Win Smith: It’s not just me, I think our team has rejuvenated it. Overwhelmingly I’ve been influenced by my 28 years at Merrill. I’ve borrowed the same Principles, which are pretty fundamental but not everybody practices them.

First is client focus. The client’s interests come first. Second is teamwork. Third is respecting your people and your individuals, forth is giving back to the community, fifth is integrity.

I had to add fiscal responsibility here, because it wasn’t being practiced.  We really have to be profitable if we’re going to be sustainable for the future. Starting with the first thing, the customer’s interest, if you don’t have a passion for your client ultimately I don’t think you’re successful.

Our business here is made up of lots of components—lodging, food and beverage, ski lift operations, mechanics—if you’re not operating as a team then you’re not doing the job for the client. We’re a people business. While we have assets and hard material we’re really people based, as Merrill Lynch was. If your people aren’t happy, if they don’t feel good, how are they going to make the client feel good?

We’re in a small community so we’re the big fish in the small pond, but that makes us accountable for taking the extra step to really make sure the whole community is looked after.

And then fifth, integrity, you’ve got to operate truthfully. If it’s raining you don’t pretend it’s snowing. You make a mistake you’ve got to own up to it and correct it.

The book has really great advice—is there a particular piece of advice that really resonated with you?

I’d say all the leaders of Merrill that I talked about, with maybe one exception, they were optimists. They woke up every day seeing the glass half full instead of half empty. When things went wrong and they got knocked down, they didn’t stay down. They got back up. They believed there was going to be a better day. I think that’s really important in anything you do. You always have to worry about the office assassin. There’s somebody out there that wants to be negative, and they want to drag you down too. They don’t want other people to succeed if they’re not. You’ve got to always be mindful of that.

And another thing I’ve learned from my father and Dan Tully, who I’ve mentioned quite a bit in the book, is if you’re in an organization you’ve got to treat all people with respect. You treat the secretary the way you do your boss. You treat your co-worker the same way you do the CEO. If you treat people with respect ultimately you’re going to get respect.

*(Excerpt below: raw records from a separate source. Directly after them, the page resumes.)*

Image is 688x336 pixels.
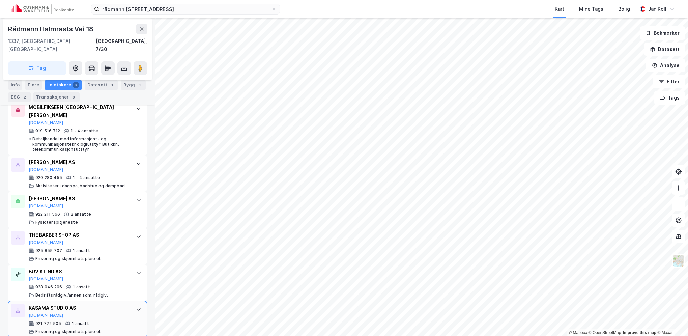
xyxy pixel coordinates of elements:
div: 1 ansatt [73,284,90,290]
div: Mine Tags [579,5,603,13]
div: Aktiviteter i dagspa, badstue og dampbad [35,183,125,188]
button: Datasett [644,42,685,56]
div: 9 [72,82,79,88]
div: 922 211 566 [35,211,60,217]
div: Rådmann Halmrasts Vei 18 [8,24,95,34]
img: cushman-wakefield-realkapital-logo.202ea83816669bd177139c58696a8fa1.svg [11,4,75,14]
div: Kontrollprogram for chat [654,303,688,336]
div: 920 280 455 [35,175,62,180]
div: 1 [136,82,143,88]
a: Improve this map [623,330,656,335]
div: 919 516 712 [35,128,60,133]
div: Leietakere [44,80,82,90]
div: 1 - 4 ansatte [71,128,98,133]
div: ESG [8,92,31,102]
button: [DOMAIN_NAME] [29,312,63,318]
div: KASAMA STUDIO AS [29,304,129,312]
a: Mapbox [568,330,587,335]
button: Tag [8,61,66,75]
div: BUVIKTIND AS [29,267,129,275]
div: 1 ansatt [73,248,90,253]
div: THE BARBER SHOP AS [29,231,129,239]
button: [DOMAIN_NAME] [29,120,63,125]
input: Søk på adresse, matrikkel, gårdeiere, leietakere eller personer [99,4,271,14]
div: Kart [554,5,564,13]
button: [DOMAIN_NAME] [29,167,63,172]
button: [DOMAIN_NAME] [29,276,63,281]
div: Frisering og skjønnhetspleie el. [35,256,101,261]
div: MOBILFIKSERN [GEOGRAPHIC_DATA] [PERSON_NAME] [29,103,129,119]
div: Eiere [25,80,42,90]
button: Bokmerker [639,26,685,40]
div: [GEOGRAPHIC_DATA], 7/30 [96,37,147,53]
iframe: Chat Widget [654,303,688,336]
div: Datasett [85,80,118,90]
img: Z [672,254,685,267]
div: 1 [109,82,115,88]
div: [PERSON_NAME] AS [29,158,129,166]
div: Jan Roll [648,5,666,13]
div: 8 [70,94,77,100]
div: 928 046 206 [35,284,62,290]
div: 921 772 505 [35,321,61,326]
div: Frisering og skjønnhetspleie el. [35,329,101,334]
div: 1337, [GEOGRAPHIC_DATA], [GEOGRAPHIC_DATA] [8,37,96,53]
div: Fysioterapitjeneste [35,219,78,225]
a: OpenStreetMap [588,330,621,335]
button: Analyse [646,59,685,72]
div: 2 [21,94,28,100]
button: [DOMAIN_NAME] [29,240,63,245]
div: Bolig [618,5,630,13]
div: Bygg [121,80,146,90]
div: Detaljhandel med informasjons- og kommunikasjonsteknologiutstyr, Butikkh. telekommunikasjonsutstyr [32,136,129,152]
div: 925 855 707 [35,248,62,253]
div: 2 ansatte [71,211,91,217]
button: Tags [654,91,685,104]
button: [DOMAIN_NAME] [29,203,63,209]
div: Info [8,80,22,90]
button: Filter [653,75,685,88]
div: 1 ansatt [72,321,89,326]
div: Transaksjoner [33,92,80,102]
div: 1 - 4 ansatte [73,175,100,180]
div: Bedriftsrådgiv./annen adm. rådgiv. [35,292,108,298]
div: [PERSON_NAME] AS [29,194,129,203]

Win Smith with our Editor at Sugarbush Resort
Win Smith with our Editor at Sugarbush Resort in Warren VT

A lot of our readers are aspiring entrepreneurs—a big takeaway from this book is that with perseverance anything is possible. Is there a particular piece of advice you’d like to give struggling entrepreneurs right now?

Win Smith: The best batters in baseball bat 300 right? That means you’re striking out 70% of the time. Very few people get it right the first time. So trying and failing isn’t the end of the world. You’ve got to learn from that failure, build something and try again. Entrepreneurs have to be risk takers. The question is, what type of risk and how much risk? If you’re scared of failure you’re never going to get ahead.

Charlie Merrill had many failures along the way. But ultimately he hit a home run because he kept at it and he was perseverant. I think the biggest issue most entrepreneurs have is when they get to a level of success, how do they move beyond? Sometimes an entrepreneur can’t give up control, can’t bring in the right team, so again understanding when to do that is important. I think if Charlie Merrill had tried to do Merrill Lynch by himself without my father he would have failed, if my father had tried to do Merrill Lynch without Charlie Merrill he would have failed. So it’s understanding how to build the right team and leverage each other’s strengths.

This article is brought to you by Winthrop H. Smith, Jr. as part of Alister & Paine Magazine’s Direct Publishing. Mr. Smith is a former EVP of Merrill Lynch & Co., member of the Executive Management Committee, and Chairman of Merrill Lynch International. He is one of few people who has known every CEO at Merrill Lynch and shares the intimate details of his first-hand experiences in his book, Catching Lightning in a Bottle: How Merrill Lynch Revolutionized the Financial World.